Just two hours of missed sleep and I faniced myself a martyr.

God was surely rolling His omnipotent eyes at me.

The next day, my spirits were considerably lifted by a good night's sleep in a Sheraton bed and a little in-room Starbucks coffee. It doesn't take complex spiritual excercises to be grateful for that.

____________________________________________
*This is not an exaggeration, but the actual number of options proudly posted on the website of this particular printer, as if setting your customers off on a manic click-and-preview spree like a crazed slots player waiting to score the jackpot were a good thing.

Wednesday, January 9, 2008

Just use leaches.
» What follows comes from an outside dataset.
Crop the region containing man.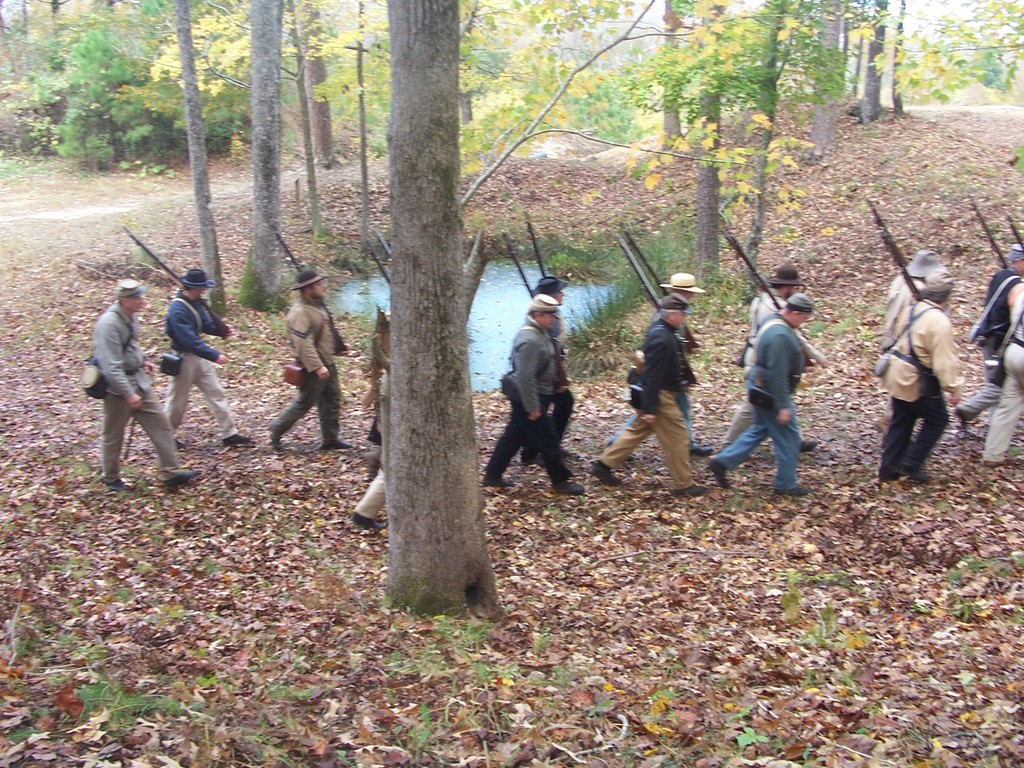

They require less jet fuel.

I'm being exploited.

I'm being used up.

I sit plunking out this entry from an ancient hotel computer in New Orleans, anticipating a 4:10 am wake up call followed by another day of unproductive shuttling between airports, when I should be addressing bridal shower invitations and dress shopping.

I wouldn't even mind working, if I was getting paid for it.

But instead, I was dead-headed to Houston where I sat for two and a half hours so I could work a 47 minute flight to New Orleans, get minimum crew rest and then do the whole thing in reverse ridiculously early tomorrow morning.

Grand total for this 24 hour ordeal? Two hours and twenty eight minutes of paid flight time.

The final insult? Three and a half hours on a full 737, in uniform, in a middle seat.